Updated on Mar 13, 2009 – SCMP
I refer to Chan Yu-chung’s letter (“Steep tobacco tax rises do not lead to lower rates of smoking”, March 11). His claim summarised in your headline is factually incorrect.
Cigarette price is well-established as a key factor influencing tobacco consumption and smoking prevalence. The World Bank estimated that a 10 per cent price rise reduces demand for cigarettes by about 4 per cent in high-income economies and 8 per cent in others.
In Hong Kong we increased tobacco duty by 300 per cent in 1981, then 100 per cent in 1991. On both occasions smoking prevalence dropped appreciably, from 23.3 per cent in 1982 to 18.7 per cent in 1984, and from 15.7 per cent in 1990 to 14.9 per cent in 1993. The daily average number of smokers calling the Department of Health’s smoking cessation hotline has increased by more than 15 times since the budget announcement on February 25. Our citizens have become more health-conscious and the government’s tobacco control efforts, including taxation, have played a part.
Notwithstanding the overall drop in smoking, its prevalence among women and the young has not shown the same decline. The proportion of 15- to 19-year-olds who smoke has hovered between 2.3 per cent and 4.6 per cent since 1982. The prevalence of smoking among females, having dropped to a low of 2.6 per cent in 1990, climbed back to 4 per cent in 2005. That figure had dropped to 3.6 per cent by 2008, but the drop is proportionally less than the drop in the proportion of smokers in the population from 14 per cent in 2005 to 11.8 per cent last year.
Some 64.8 per cent of smokers started at age 10 to 19, and the number who started smoking below the age of 10 has risen by 21.2 per cent, from 8,500 in 2005 to 10,300 in 2008. Smokers are also smoking more cigarettes every day. The average number puffed by smokers per day increased to 14 (overall), 11 (among female smokers) and 11 (among teenage smokers) in 2008, from 13, 10 and 9 respectively in 2005. This is a cause for concern from a public health point of view.
Increasing tobacco duty is a public health response to these concerns and is part of the government’s multi-pronged approach to tobacco control which also includes publicity, education, legislation, enforcement and cessation. We have made steady progress over the years.
Hong Kong has no reason not to be proud of its success in tobacco control, which means better health for our people and a reduced disease burden for future generations. But there is no reason for complacency.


An exact copy of the entries is needed, with every picture left out.

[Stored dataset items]
——————————
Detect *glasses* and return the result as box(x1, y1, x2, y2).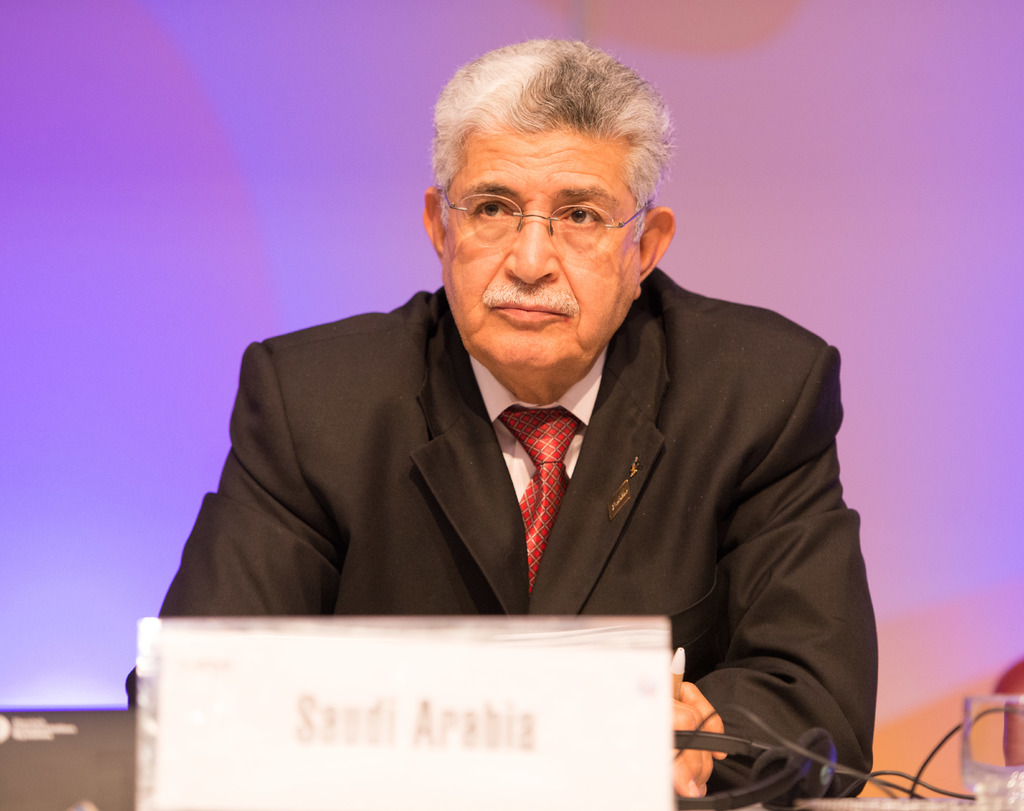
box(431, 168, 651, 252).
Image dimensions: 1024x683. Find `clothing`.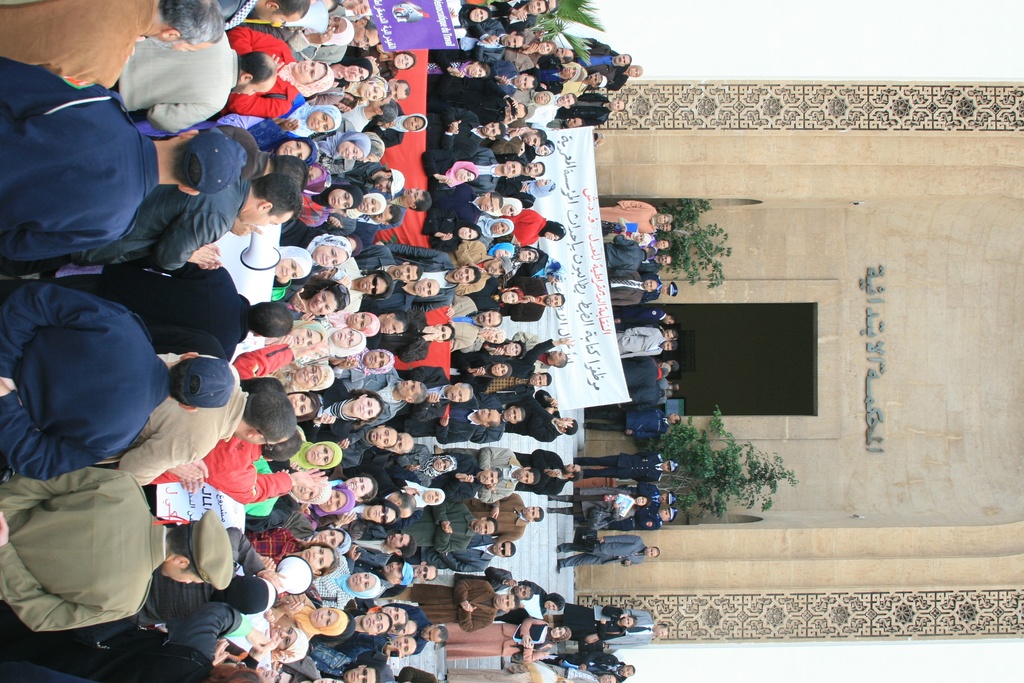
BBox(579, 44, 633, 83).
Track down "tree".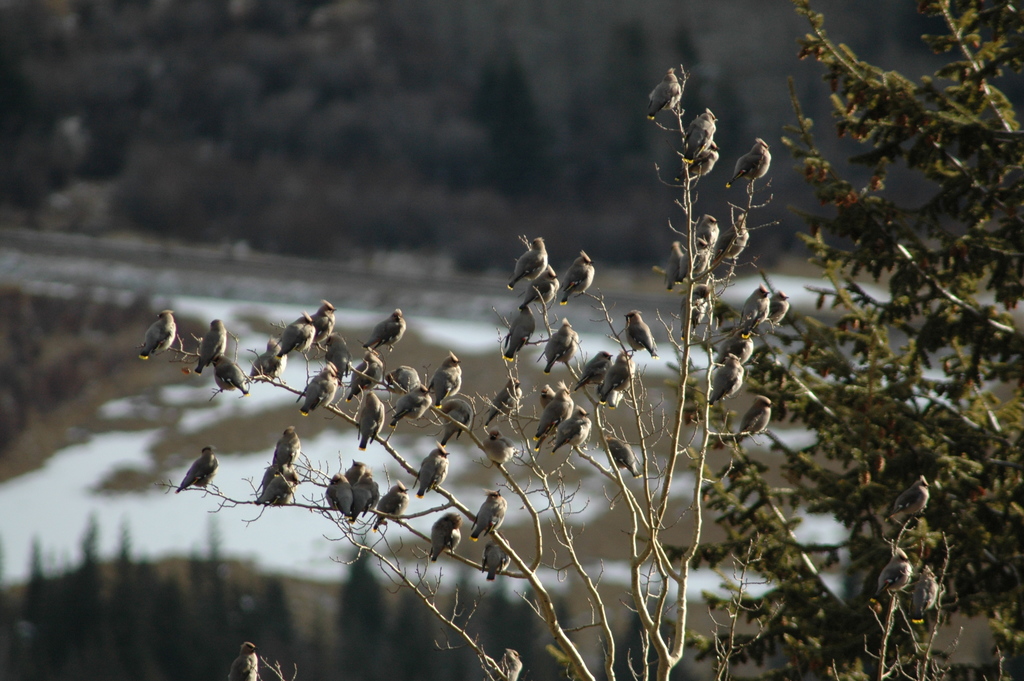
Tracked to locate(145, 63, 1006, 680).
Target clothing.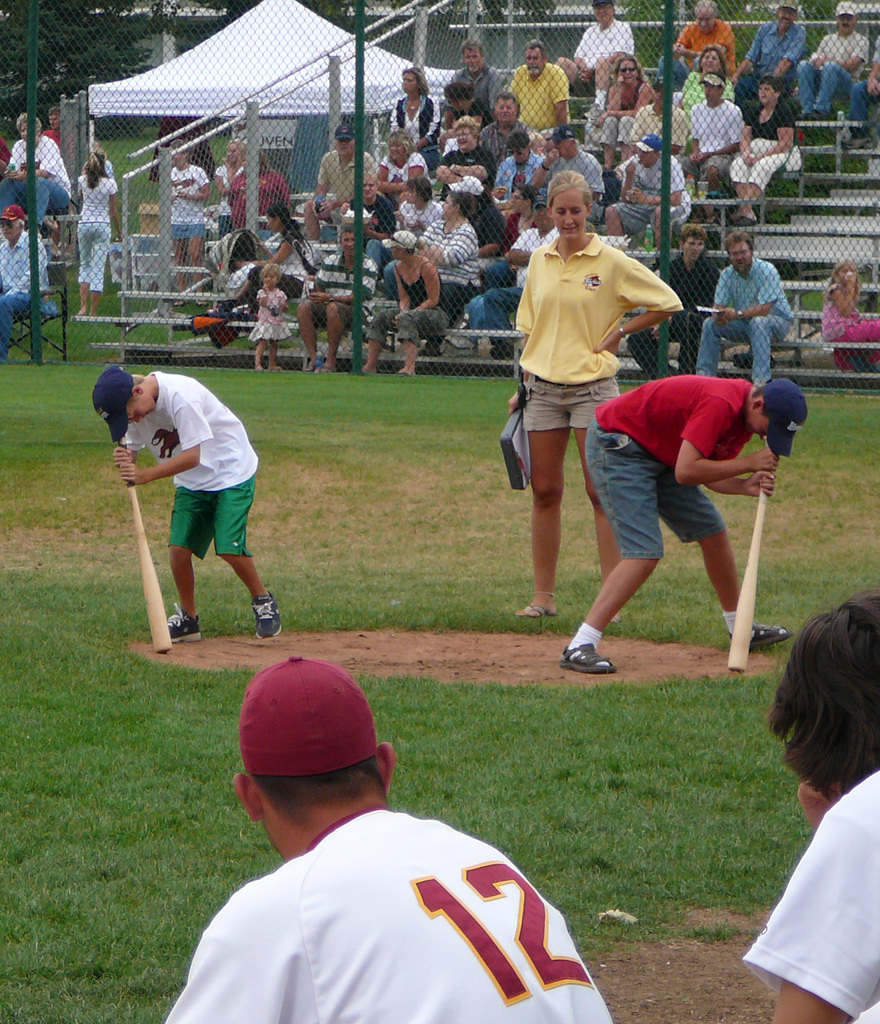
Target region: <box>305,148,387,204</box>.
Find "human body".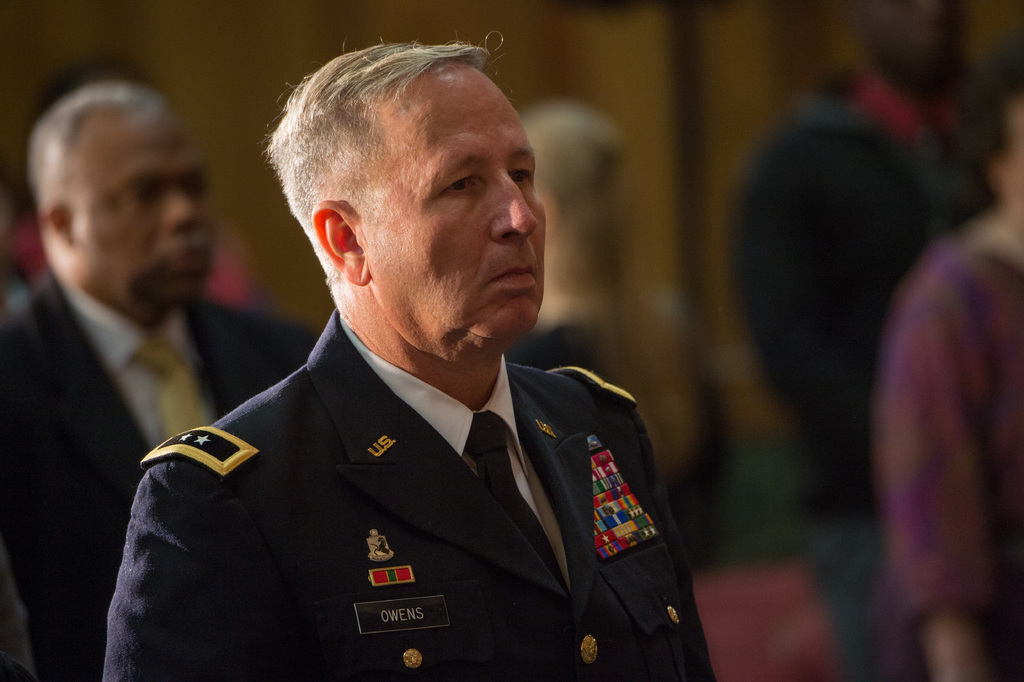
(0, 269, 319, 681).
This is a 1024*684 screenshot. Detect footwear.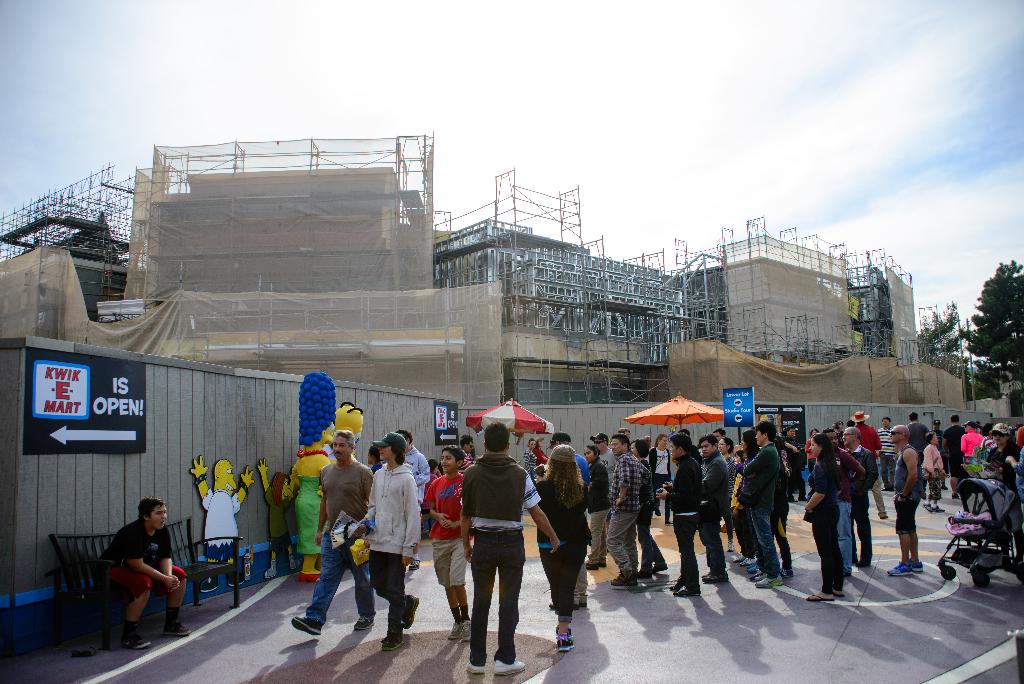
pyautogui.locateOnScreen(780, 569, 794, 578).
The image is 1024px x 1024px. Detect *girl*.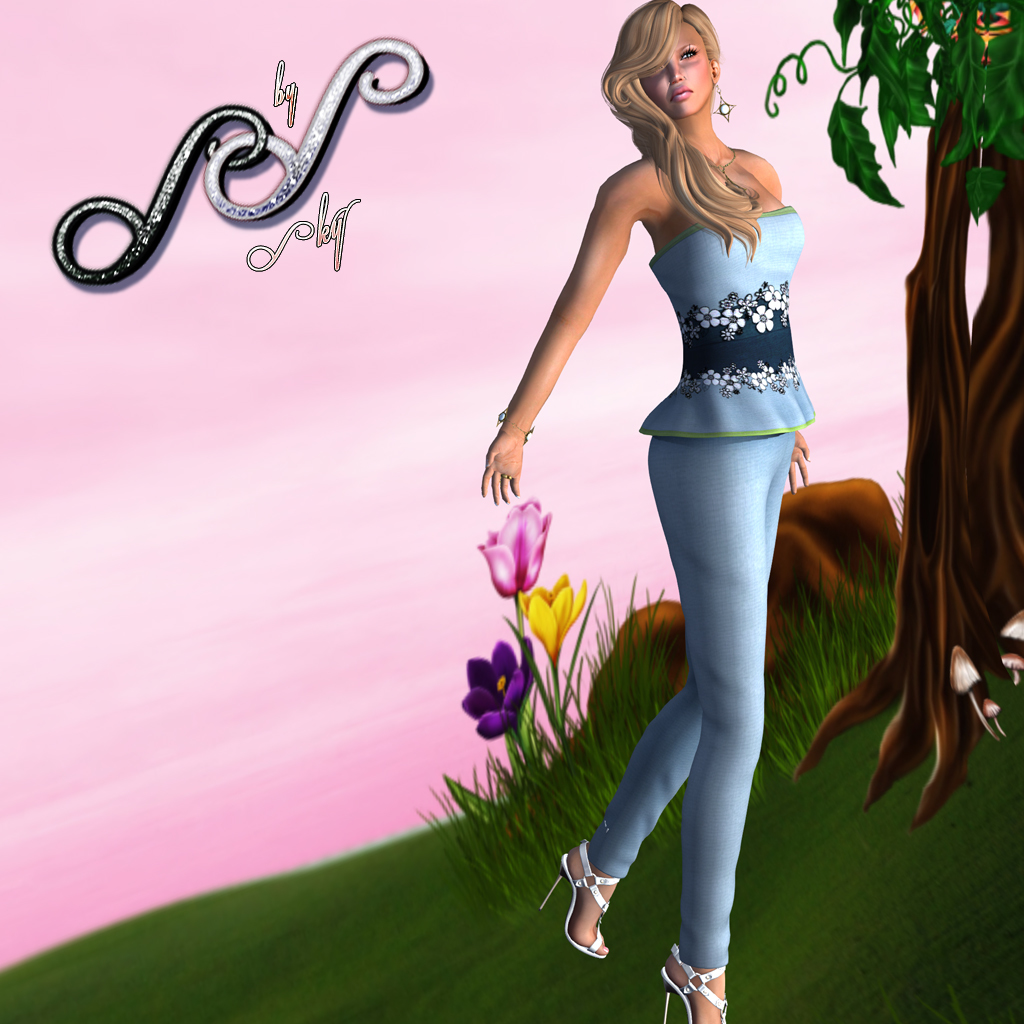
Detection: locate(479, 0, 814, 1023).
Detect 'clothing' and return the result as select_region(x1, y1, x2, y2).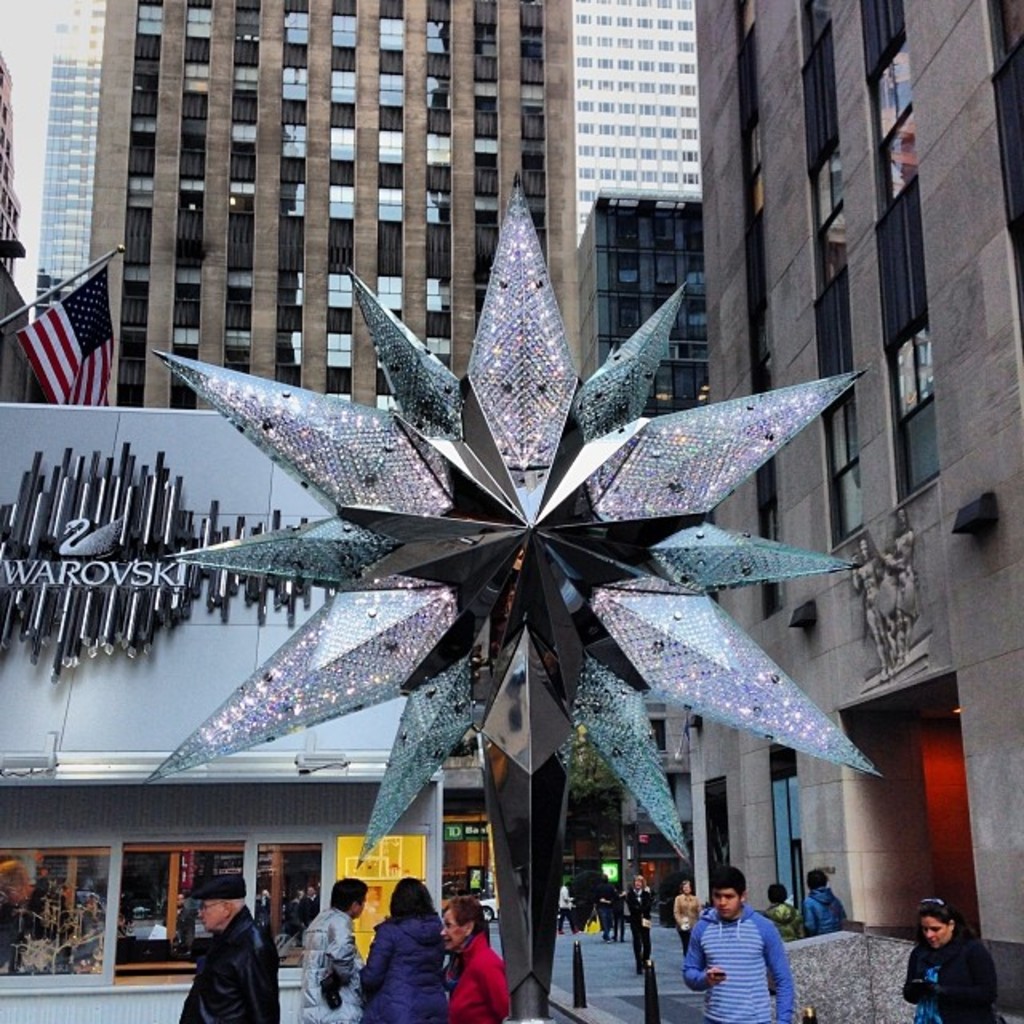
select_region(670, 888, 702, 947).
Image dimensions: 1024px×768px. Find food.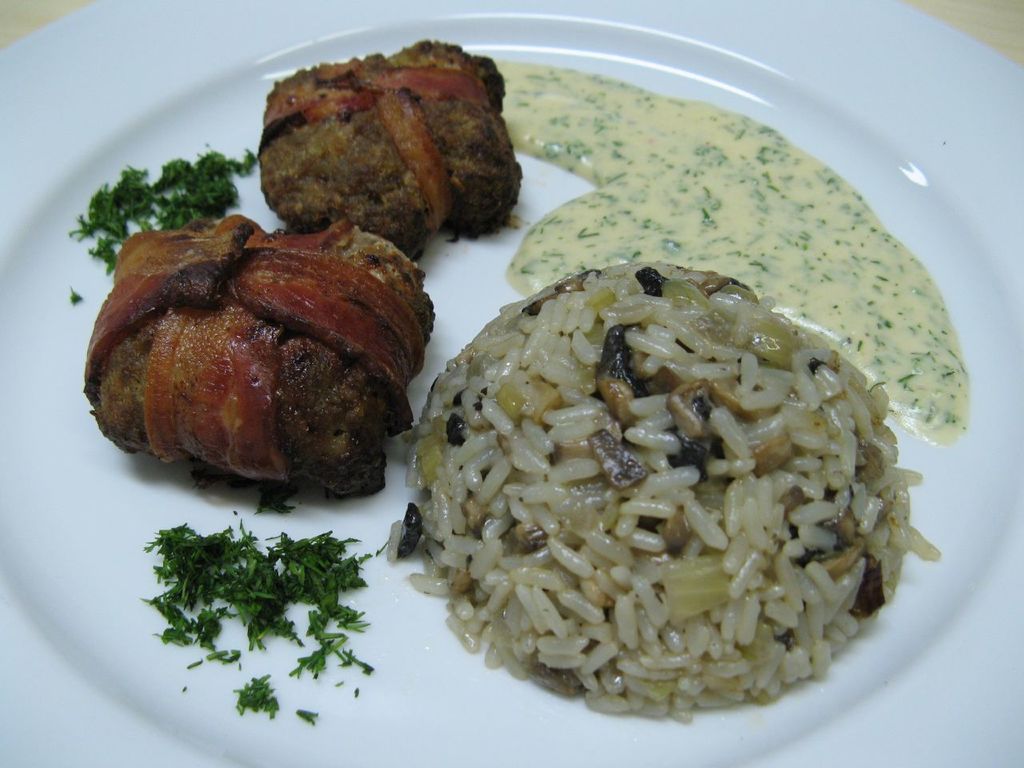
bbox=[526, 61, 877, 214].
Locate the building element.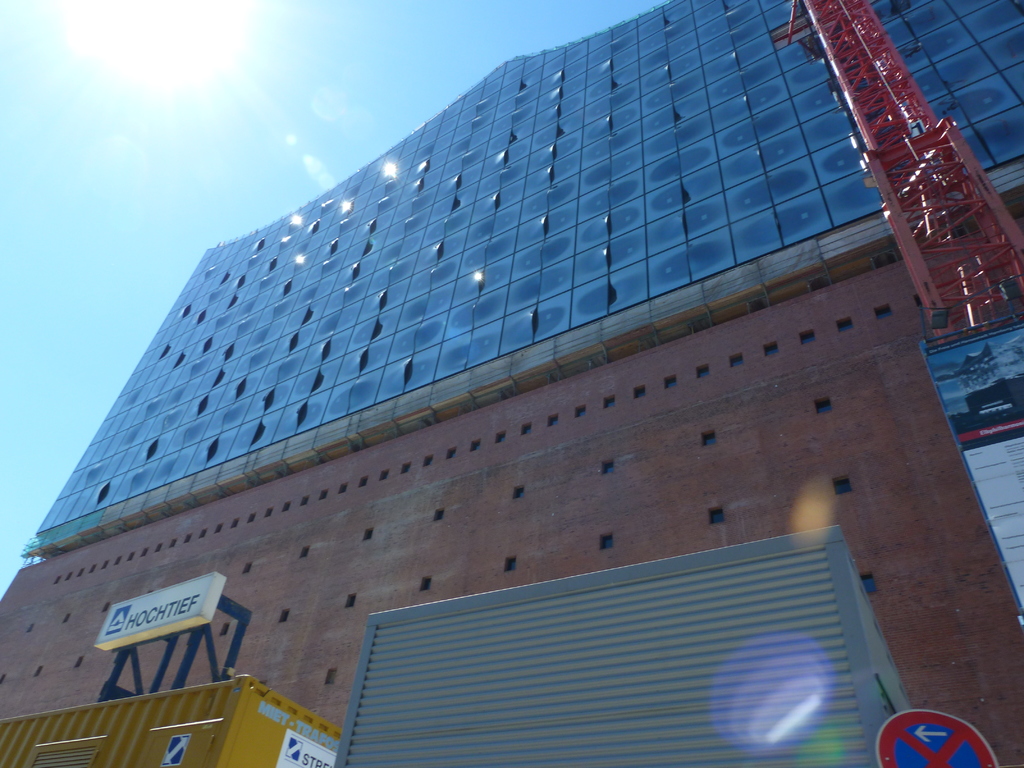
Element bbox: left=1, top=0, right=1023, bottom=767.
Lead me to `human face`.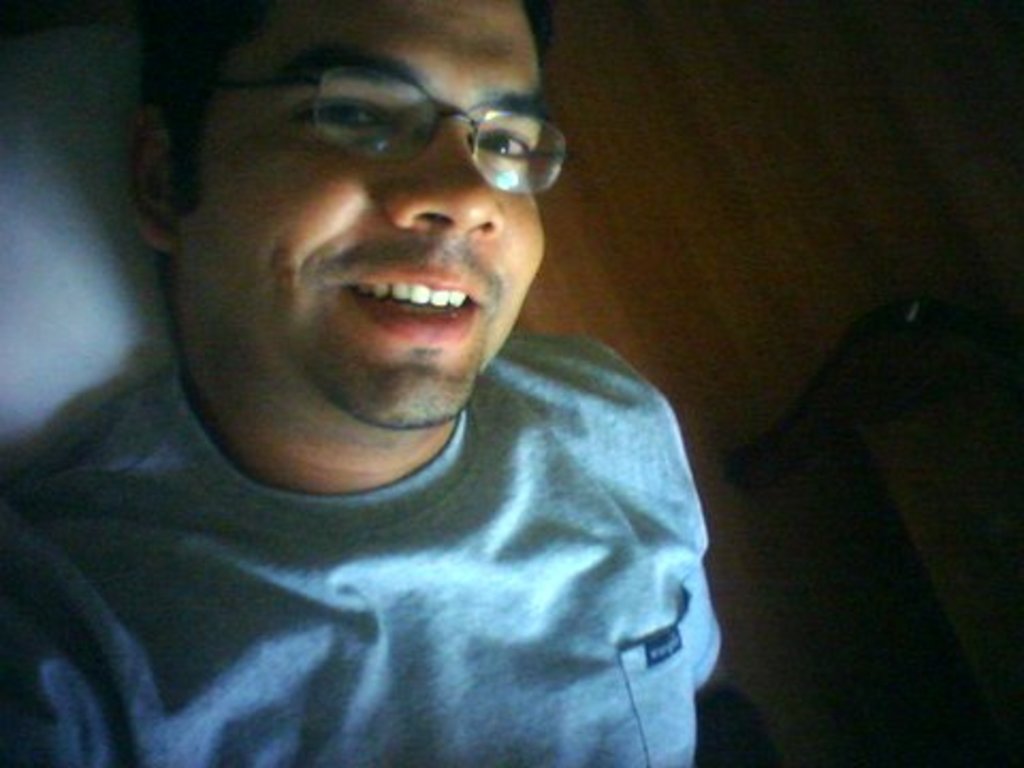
——————————
Written reply:
Detect *glasses* and return the result as box(x1, y1, x2, y2).
box(431, 168, 651, 252).
Image dimensions: 1024x683. Find `clothing`.
BBox(579, 44, 633, 83).
Track down "tree".
Tracked to locate(145, 63, 1006, 680).
Target clothing.
Target region: <box>305,148,387,204</box>.
Find "human body".
(0, 269, 319, 681).
This is a 1024*684 screenshot. Detect footwear.
pyautogui.locateOnScreen(780, 569, 794, 578).
The image is 1024px x 1024px. Detect *girl*.
Detection: locate(479, 0, 814, 1023).
Detect 'clothing' and return the result as select_region(x1, y1, x2, y2).
select_region(670, 888, 702, 947).
Image dimensions: 1024px×768px. Find food.
bbox=[526, 61, 877, 214].
Locate the building element.
Element bbox: left=1, top=0, right=1023, bottom=767.
Lead me to `human face`.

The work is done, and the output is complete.